Esther Gold (Glenn Close) devotes herself to her comatose, bedridden son, and expresses love for her daughter by trying to win her a car in a last-one-standing radio contest. Jim Train (Dermot Mulroney) questions his value as a man when he is passed over for promotion; Annette Jenning (Patricia Clarkson) tries to keep her family intact in the wake of her divorce; and Helen Christianson (Mary Kay Place) looks for fun and inspiration in her banal life. Despair and humor are delicately balanced in this film that examines people's investment in things that are more predictable, if less satisfying, than their relationships with other people.
A french language film in which a movie producer suffers from crippling depression.
- 4.7 / 5
33% WILL SEE
67% WON'T SEEFollowing in the footsteps of his father and uncle before him, Albert joins the "family business" in 1934. He rises through the ranks to become the most feared and respected executioner in the country, hanging over 450 people before his sudden resignation in 1956. Living a double life as a master craftsman hangman, and as a grocery deliveryman and loyal husband, Pierrepoint's obsession to become the "Number One" executioner in the country results in him exececuting some of Britain's most infamous murderers and Nazi war criminals. But this also shatters Pierrepoint's jealously guarded anonymity turning him into a minor celebrity. As his two lives collide, and 1950's public opinion turns against capital punishment, Pierrepoint troubled by his notoriety is ready to give it all up, but fate has other plans in store for him.
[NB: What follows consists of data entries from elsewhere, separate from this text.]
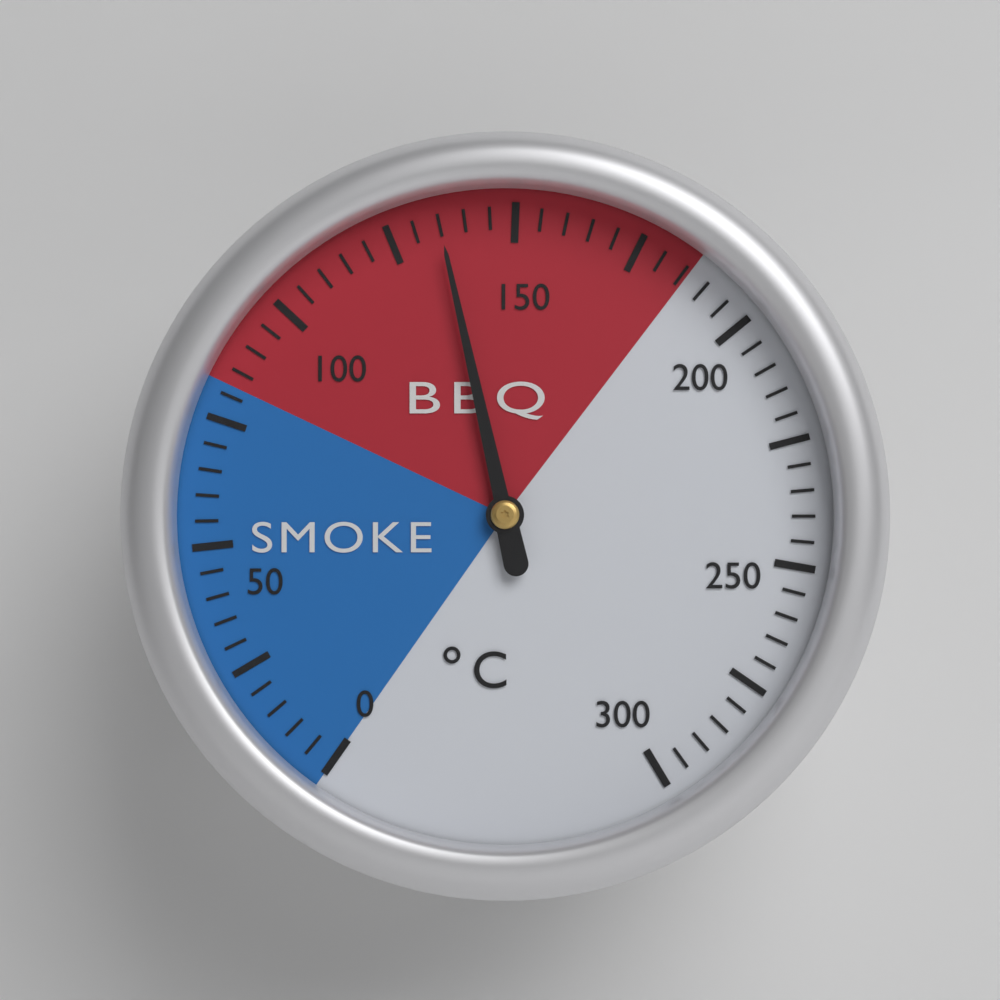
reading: 135 °C
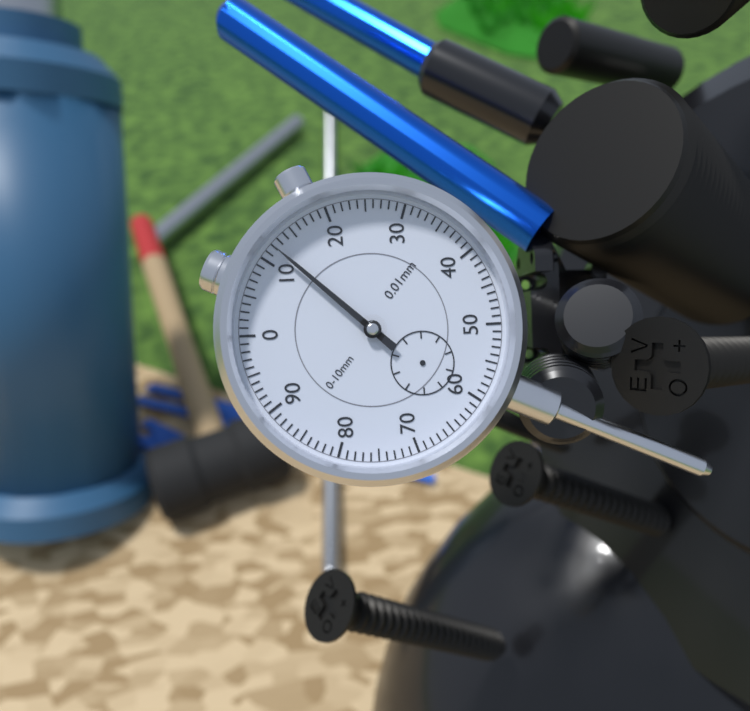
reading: 0.12 mm
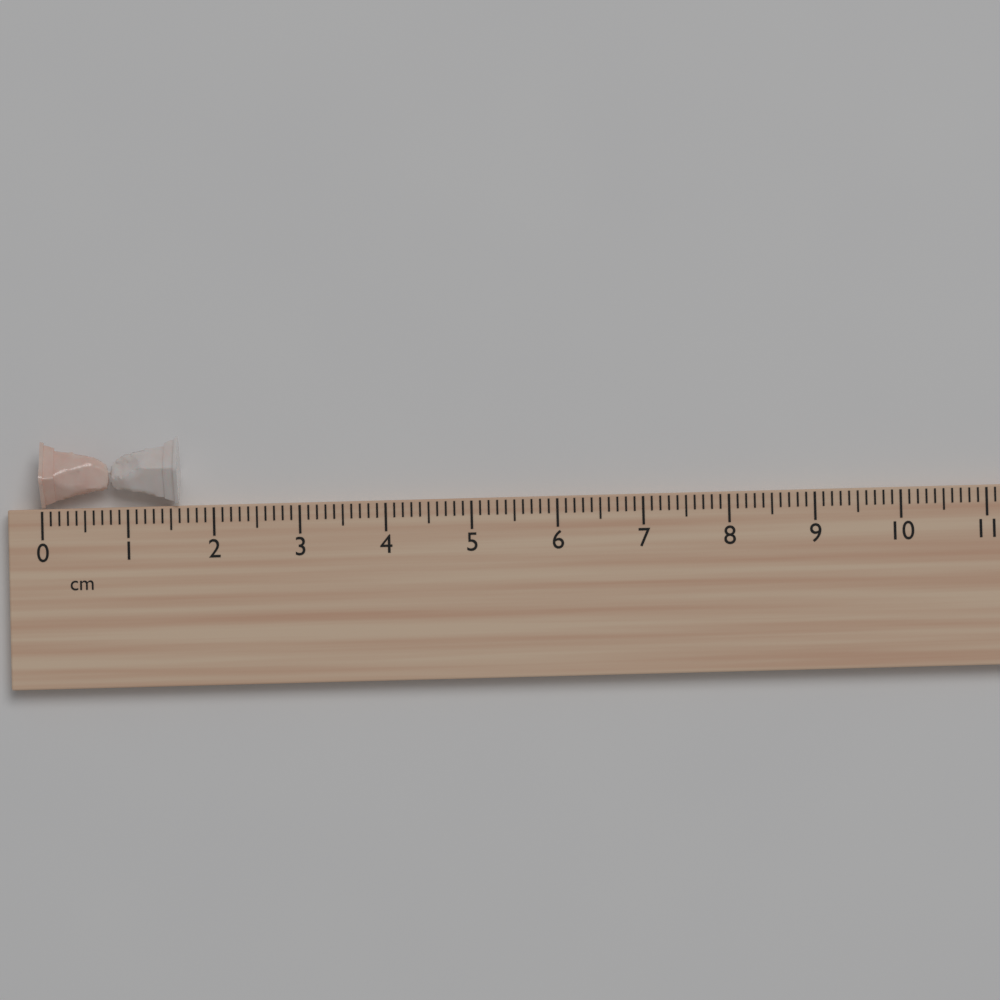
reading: 1.6 cm
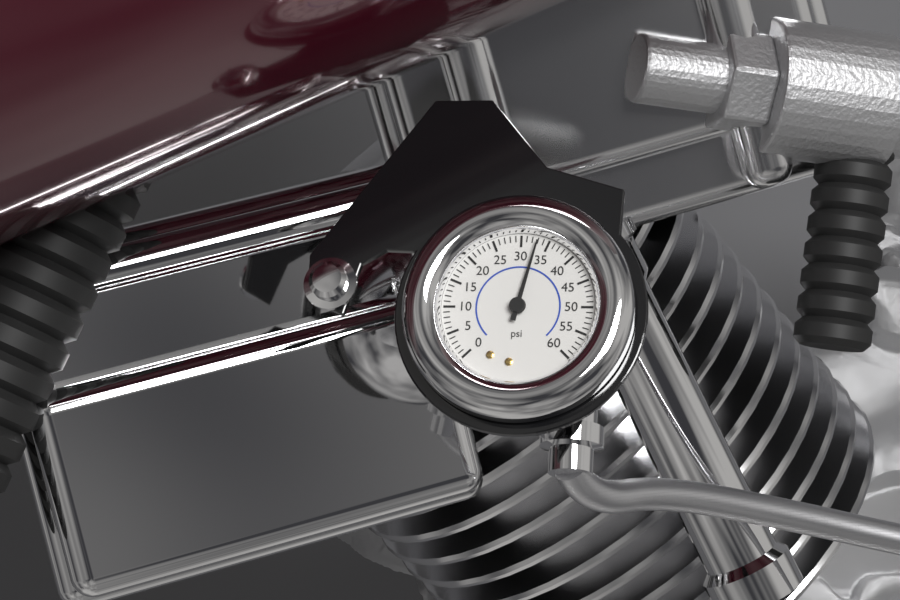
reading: 33 psi
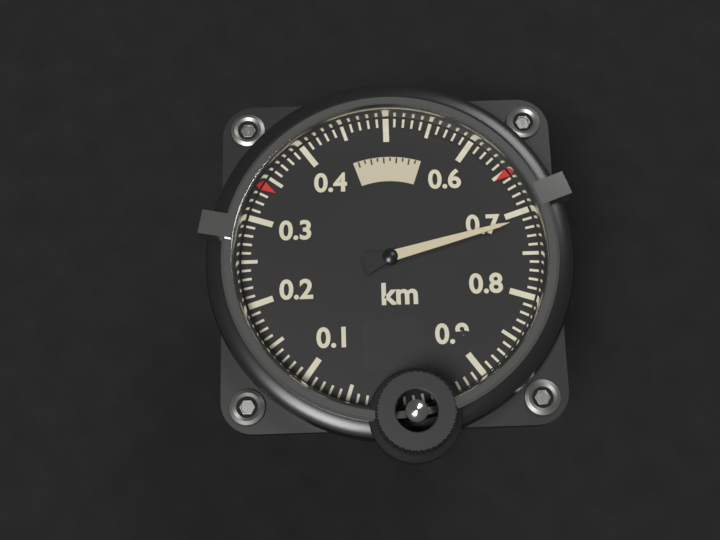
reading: 0.71 km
follows the journey of The Boy, entrusted by his persecuted parents to an elderly foster mother. The old woman soon dies and the Boy is on his own, wandering through the countryside, from village to village, farmhouse to farmhouse. As he struggles for survival, The Boy suffers through extraordinary brutality meted out by the ignorant, superstitious peasants and he witnesses the terrifying violence of the efficient, ruthless soldiers, both Russian and German.